Chud37
Chud37

Reputation: 5017

Affecting all-but-one-element with jQuery's each()

A quick question about jQuery's each() function;

When I use each(), it's usually because I want to affect all the elements apart from just one. For instance:

$("a.aboutMenu").each(function () {
    $(this).css("color","#FFF");
});

$(this).css("color","#111");

Is there a shorthand way of writing this better? I realise I could put an if in the each function, but there must be someway of writing "each except $(this)"?

Upvotes: 2

Views: 2327

Answers (5)

user909694
user909694

Reputation:

As an alternative to the typical .each() method, in some cases using .siblings() works out better.

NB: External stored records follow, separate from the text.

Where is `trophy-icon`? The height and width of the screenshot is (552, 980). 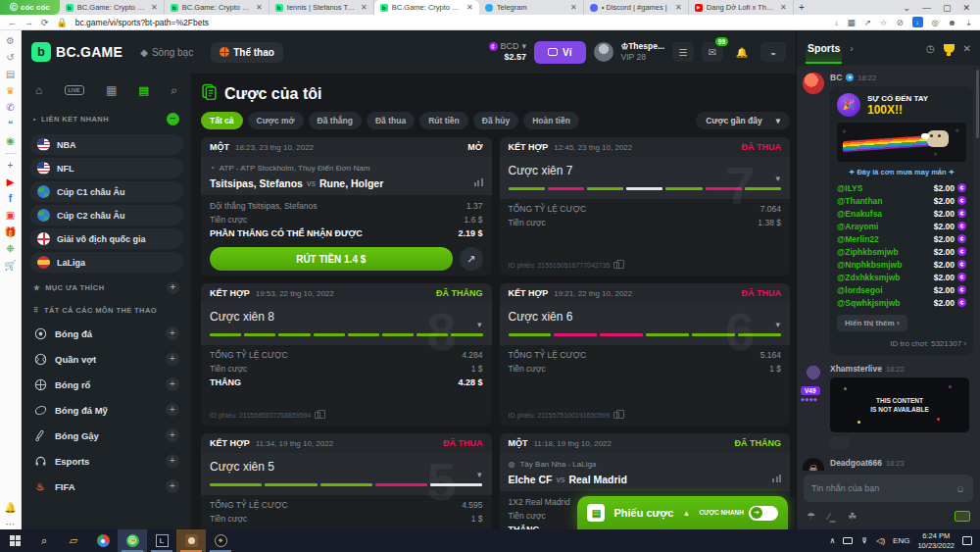
trophy-icon is located at coordinates (949, 49).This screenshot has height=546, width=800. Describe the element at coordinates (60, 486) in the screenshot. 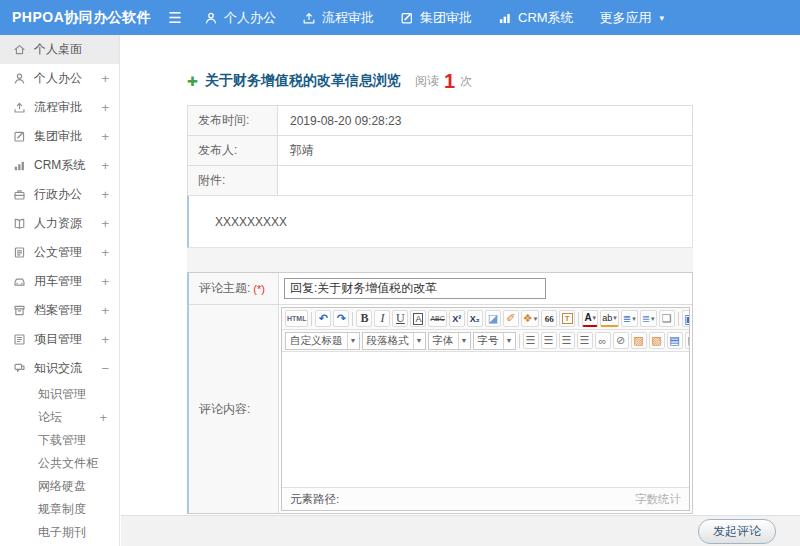

I see `sidebar-subitem-network-disk: 网络硬盘` at that location. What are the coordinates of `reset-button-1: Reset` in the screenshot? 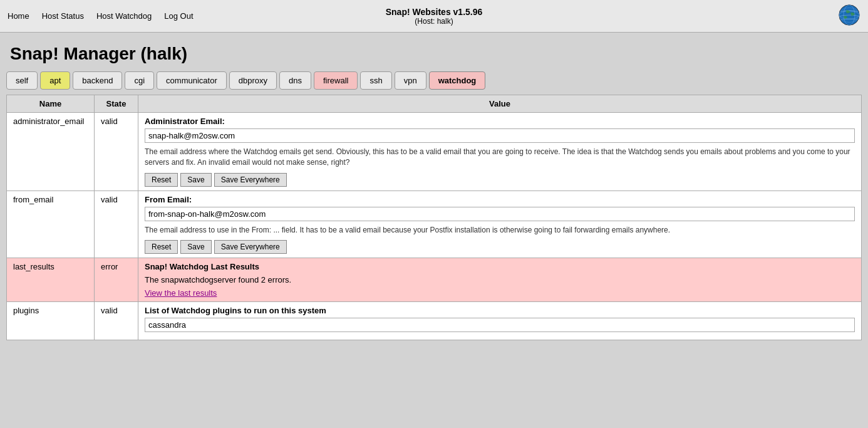 It's located at (162, 247).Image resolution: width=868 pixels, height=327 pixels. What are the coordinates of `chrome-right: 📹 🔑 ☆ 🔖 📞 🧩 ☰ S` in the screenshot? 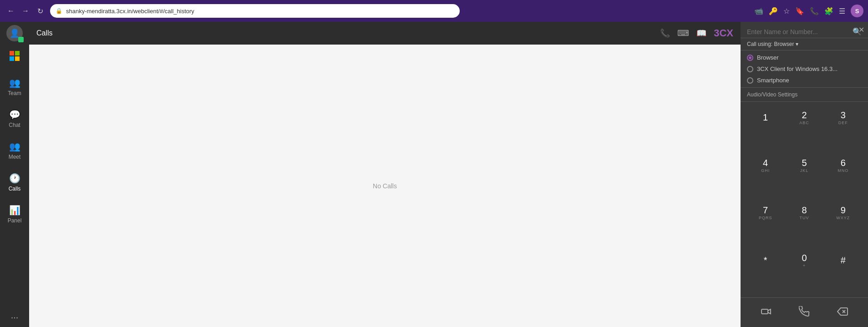 It's located at (809, 11).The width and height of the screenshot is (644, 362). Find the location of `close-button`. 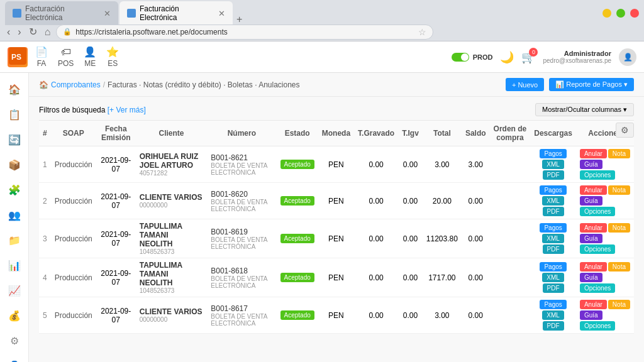

close-button is located at coordinates (635, 13).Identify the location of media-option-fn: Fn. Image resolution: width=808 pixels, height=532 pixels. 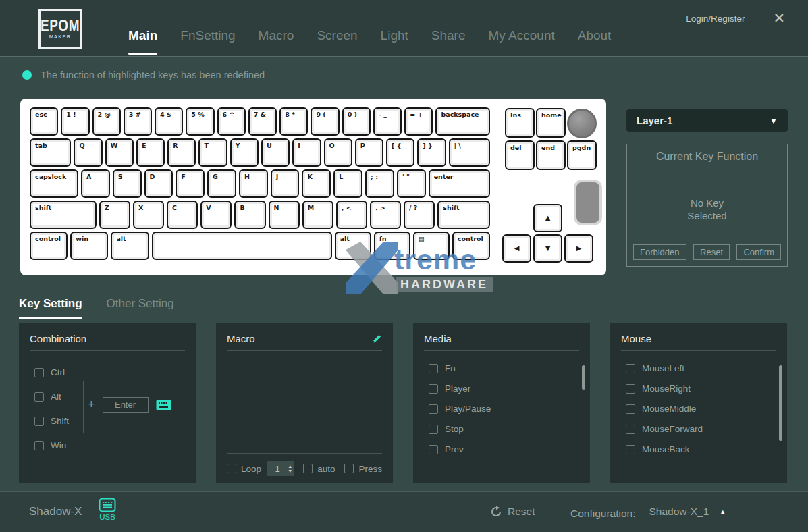
(509, 369).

Especially in cases where you want to target everything except one specific element.

For example:

$('a.aboutMenu').on('click', function() {
  // the initiating element..
  this.css('color','#ddd');

  // all anchor siblings..
  this.siblings('a').css('color','#fff');

  // the initiating element and all '.menu' siblings..
  this.css('color','#ddd').siblings('a.menu').css('color','#fff');
});

Naturally, this is a simple example that doesn't cater for elements that would not (or should not) be updated, but the key point is that you can work from a single entry point (a clicked element, the currently active element, etc..) and then make your modifications to all of it's siblings.

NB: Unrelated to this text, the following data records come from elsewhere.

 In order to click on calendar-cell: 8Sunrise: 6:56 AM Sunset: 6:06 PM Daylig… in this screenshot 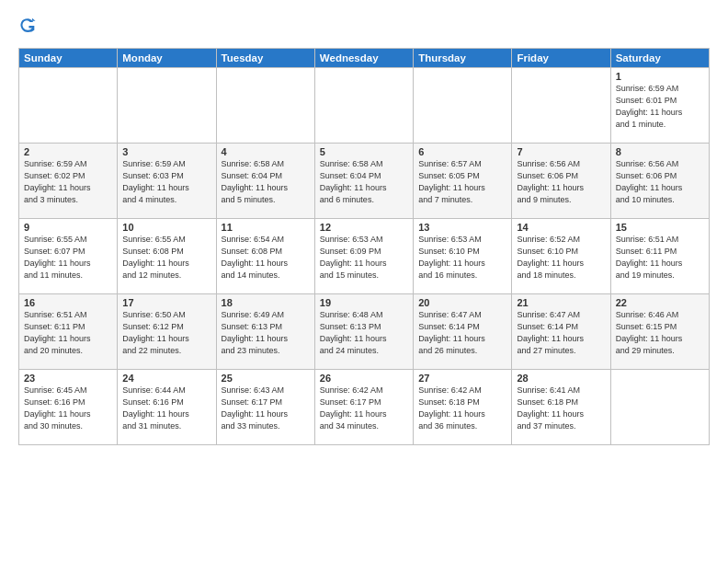, I will do `click(660, 181)`.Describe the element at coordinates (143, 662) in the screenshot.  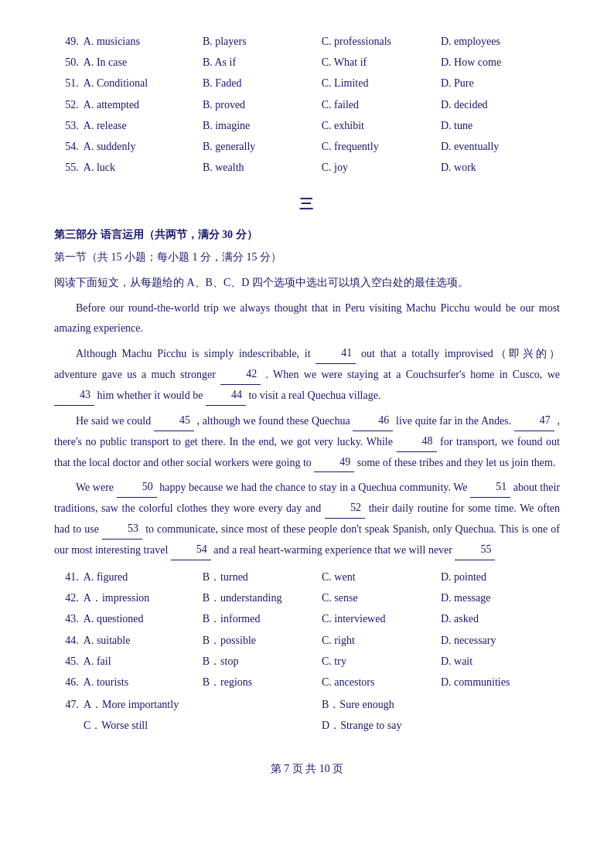
I see `q-opt-a: A. fail` at that location.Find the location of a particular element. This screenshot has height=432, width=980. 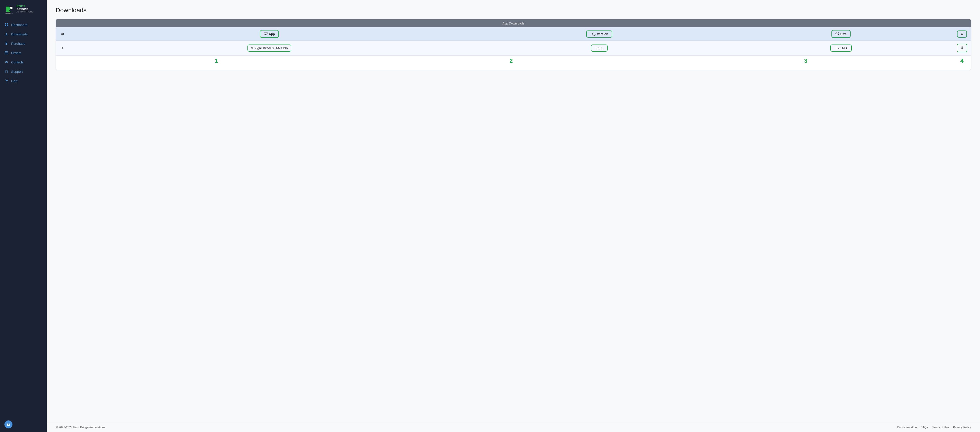

sidebar-item-purchase-label: Purchase is located at coordinates (18, 43). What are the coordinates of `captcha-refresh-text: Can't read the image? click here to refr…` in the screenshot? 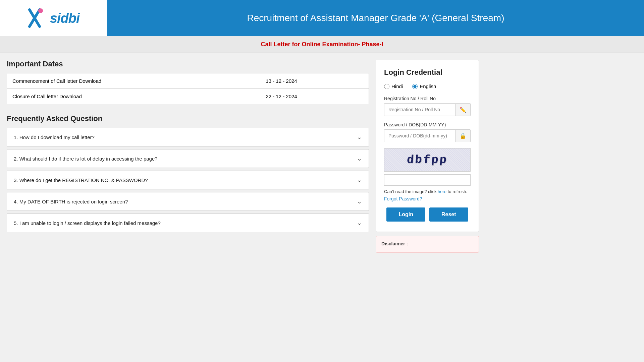 It's located at (427, 192).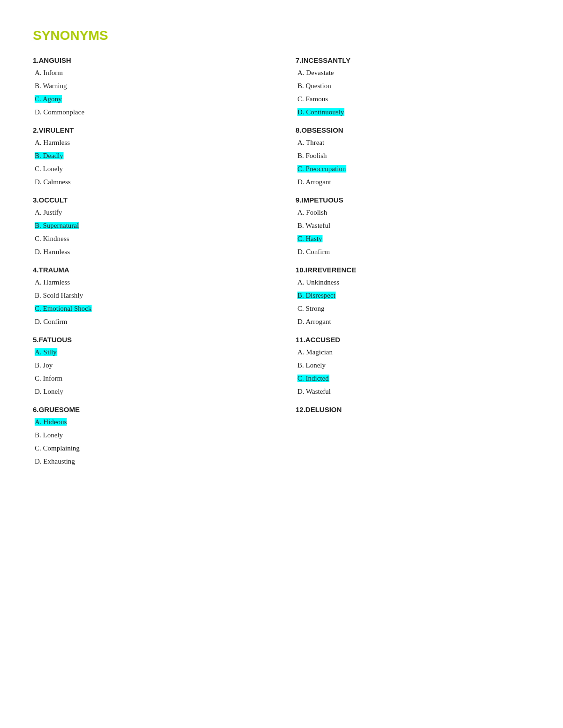 The width and height of the screenshot is (563, 728). What do you see at coordinates (150, 225) in the screenshot?
I see `answer-option: B. Supernatural` at bounding box center [150, 225].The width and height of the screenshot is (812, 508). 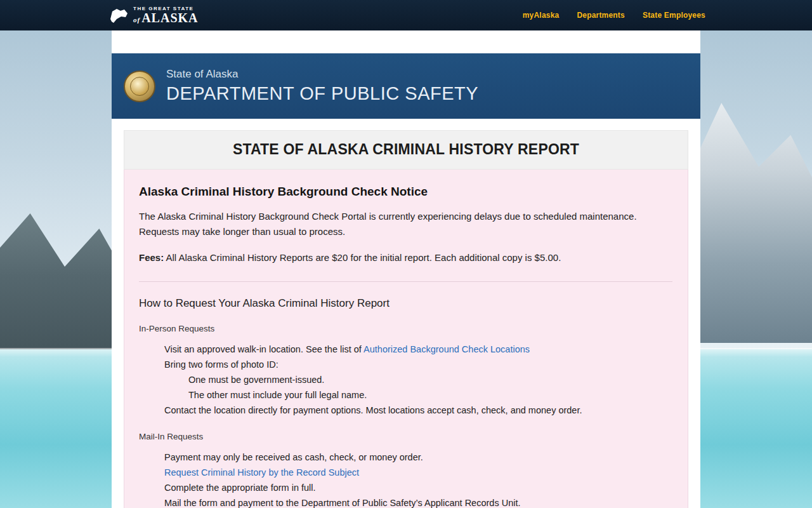 What do you see at coordinates (406, 15) in the screenshot?
I see `state-top-bar: THE GREAT STATE ofALASKA myAlaska Depart…` at bounding box center [406, 15].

Perhaps a little bit out of the scope of this question, but this could even be extended using some creative selector naming. Keeping in mind that both $('.menu-about') and $('[class=|"menu"]') would match a class selector such as 'menu-about' (see this for details), you could create a single, small, easily reusable style update function that caters for virtually any menu layout.

Upvotes: 0

Michael Low
Michael Low

Reputation: 24506

You can do it by:

$("a.aboutMenu").css("color","#FFF");
$(this).css("color","#111");

Upvotes: 1

Well, you could do the following:

$("a.aboutMenu").not( $(this) ).each(function () {
     $(this).css("color","#FFF");
});
$(this).css("color","#111");

Upvotes: 2

Andrea Turri
Andrea Turri

Reputation: 6500

Is exactly the same thing if you see on the jQuery API.

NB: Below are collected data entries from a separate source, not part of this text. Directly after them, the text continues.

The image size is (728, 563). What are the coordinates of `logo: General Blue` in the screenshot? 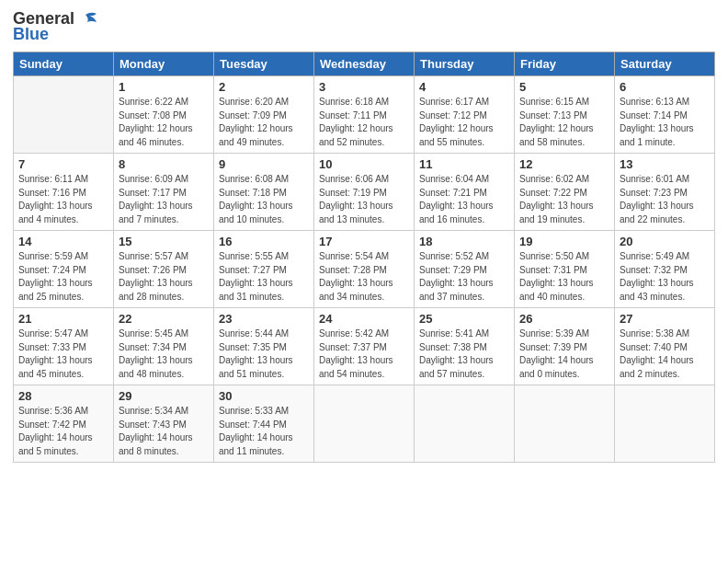 It's located at (55, 27).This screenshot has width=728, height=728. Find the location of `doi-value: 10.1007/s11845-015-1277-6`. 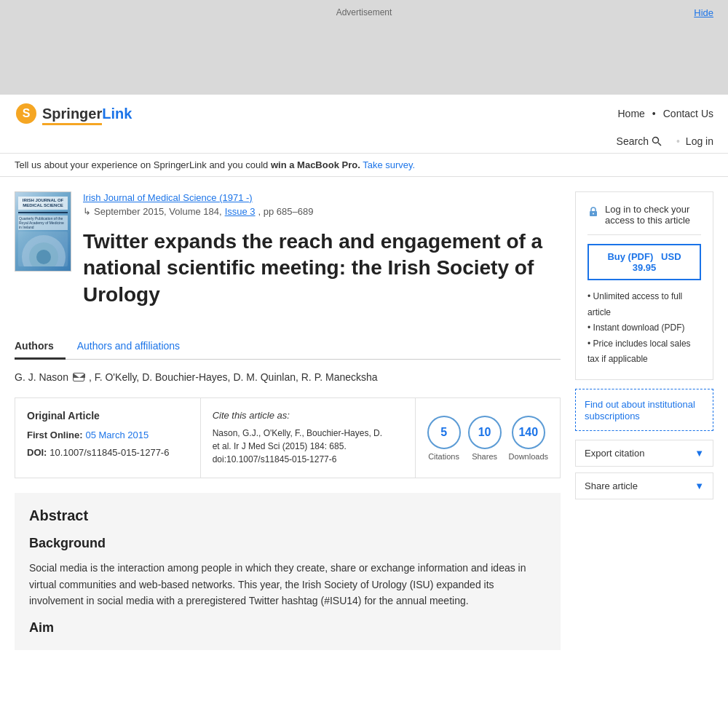

doi-value: 10.1007/s11845-015-1277-6 is located at coordinates (109, 453).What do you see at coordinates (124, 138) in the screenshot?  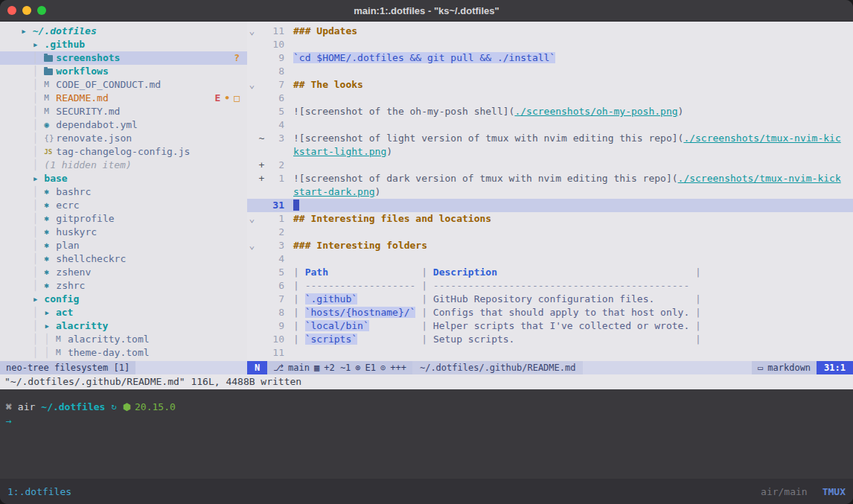 I see `tree-item-renovate-json: │ {}renovate.json` at bounding box center [124, 138].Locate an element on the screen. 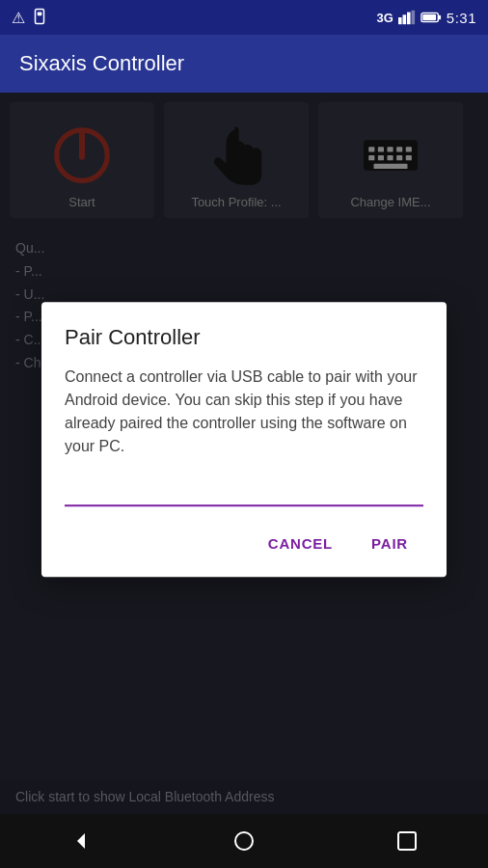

In your example you are saying: for each a.aboutMenu to change the css color to be white.

You can also write:

$.each('a.aboutMenu', function() { $(this).css("color","#FFF");} });

If you need a control just add an if inside your function.


EDIT:

To remove just this element you can write:

$('.aboutMenu').not(this).css('color', '#FFF');

or better:

$('.aboutMenu').not(this).addClass('whiteColor');

Upvotes: 3

Matt
Matt

Reputation: 75327

In this circumstance you don't even need each, but in general you could exclude this from the selector using not(), and in the same step apply it's CSS:

$("a.aboutMenu").not($(this).css('color', '#111')).each(function() {
    $(this).css("color", "#FFF");
});​

This works because using css() as a setter returns the original jQuery object, which fits as a parameter to not() quite nicely.